The conversion rate in local talent fairs was predictable but low, producing only two hires per 1,000 invitations.
Direct sourcing was expensive and hard to scale. There was no sweet spot for communicating with potentially interested candidates, some willing to review new job openings weekly while others desired contact only annually. There was also a decreasing tolerance among top talent for multiple cold calls.
The company did, however, have some advantages:
Their internal and external audiences were identical, so observing their own employees provided critical insights.
The technology itself was familiar and Microsoft employees were among its earliest users.
It was clear early on that the interactive model for Web 2.0 was quite different from the information delivery model that built Web 1.0. Its core principle was sharing, or what the Chinese refer to as Guanxi: share with me something I value and I will reciprocate.

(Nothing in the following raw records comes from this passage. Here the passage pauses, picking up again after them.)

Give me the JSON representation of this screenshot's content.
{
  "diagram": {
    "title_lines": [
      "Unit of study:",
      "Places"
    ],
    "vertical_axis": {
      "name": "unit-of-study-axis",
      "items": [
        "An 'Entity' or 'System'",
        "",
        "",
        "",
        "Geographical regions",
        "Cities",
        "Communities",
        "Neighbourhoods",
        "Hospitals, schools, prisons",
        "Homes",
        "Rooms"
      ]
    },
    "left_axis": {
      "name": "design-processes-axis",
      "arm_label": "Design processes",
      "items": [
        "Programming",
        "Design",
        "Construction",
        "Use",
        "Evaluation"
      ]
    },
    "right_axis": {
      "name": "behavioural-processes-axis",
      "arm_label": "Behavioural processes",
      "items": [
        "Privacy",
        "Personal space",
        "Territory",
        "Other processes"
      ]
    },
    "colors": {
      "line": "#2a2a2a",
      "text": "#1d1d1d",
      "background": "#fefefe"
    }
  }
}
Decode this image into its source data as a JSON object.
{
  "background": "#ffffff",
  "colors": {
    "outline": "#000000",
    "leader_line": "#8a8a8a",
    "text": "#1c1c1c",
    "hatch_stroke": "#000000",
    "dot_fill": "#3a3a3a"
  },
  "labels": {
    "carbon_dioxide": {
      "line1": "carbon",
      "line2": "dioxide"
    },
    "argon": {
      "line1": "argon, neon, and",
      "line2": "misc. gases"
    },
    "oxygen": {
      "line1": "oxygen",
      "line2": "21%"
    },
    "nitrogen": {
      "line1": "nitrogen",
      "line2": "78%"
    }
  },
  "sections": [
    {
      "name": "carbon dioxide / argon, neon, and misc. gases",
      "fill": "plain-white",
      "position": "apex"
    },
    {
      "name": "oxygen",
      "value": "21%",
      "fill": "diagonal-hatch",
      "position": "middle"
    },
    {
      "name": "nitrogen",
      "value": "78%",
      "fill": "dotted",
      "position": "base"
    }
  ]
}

This interactivity took place in varied environments, each with its own implicit but unstated boundaries and customs. Unless these were respected, recruiting could easily backfire, alienating the very candidates Microsoft was trying to cultivate. Instead, relationships had to be nurtured through subtle combinations of awareness and engagement.

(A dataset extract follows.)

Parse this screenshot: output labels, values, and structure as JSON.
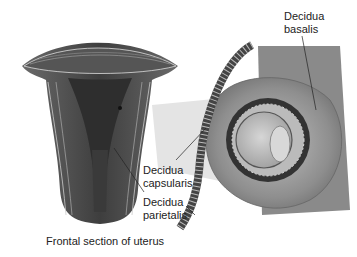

So Marvin’s group began experimenting. They joined communities and became familiar with their dynamics, learning the principles of “what goes around comes around.” The more they contributed to a community, often insights and information gleaned from Microsoft’s proprietary research, the more favorably they were then viewed by others with similar interests.
They began cataloging and targeting groups based on critical skills and interests:

Where there was a target population but no active community, they started one, regularly seeding it with useful information and maintaining active communication with all eager participants.
While this experimentation was taking place, traditional recruiting was also updated. Job fairs, college recruiting, Internet job postings, email marketing, direct recruiting and the jobs website continued to expose the company to the 14% of the market that was actively looking. Marvin’s team worked the other 86%.
A search for reliability engineers, always a difficult hire because of the small pool of candidates, provided proof of concept. Microsoft had identified 2,523 individuals in 17 communities. Over a period of six months, they sent out four email invitations to submit a resume. The results were excellent:
- There were 983 click-throughs, a 39% rate, and 2.5 times the average for similar ads.
- 211 candidates applied, 53% of them within 24 hours, 3.5 times the average.
- 32 candidates were interviewed, 9% of them viral (from referrals). Candidate quality was exceptionally high.
- Eight people were hired, from eight different sources, 38% of them viral.
Since that early success, the social media program has been refined and institutionalized. There are now four components:
- Research is charged with culling prospects from all possible candidate sources. Among other tasks, they monitor groups and communities, manage distribution of content and monitor interactions. Their metrics are to maintain a 100:1 ratio of total prospects to prospects qualified to interview.
- Talent Sourcers contact, vet and appraise prospects and begin relationship building. Candidates who do not advance are invited into communities and monitored. Their metrics are to maintain a 1:10 ratio of qualified prospects to active prospects.
- Talent Consultants manage the relationships with candidates qualified to interview and drive the interview process. Non-advancing candidates are invited to join Microsoft communities. Their metrics are to maintain a 1:5 ratio of qualified candidates to interviewees.
- Hiring Managers determine needs, make requests and drive the interview loop. They, too, join and participate in communities and invite in friends and colleagues. Their metrics are to maintain a 90% or better offer to acceptance ratio.
Today, by all signs, social networking is an integral component of Microsoft’s ongoing success at recruiting the industry’s best talent.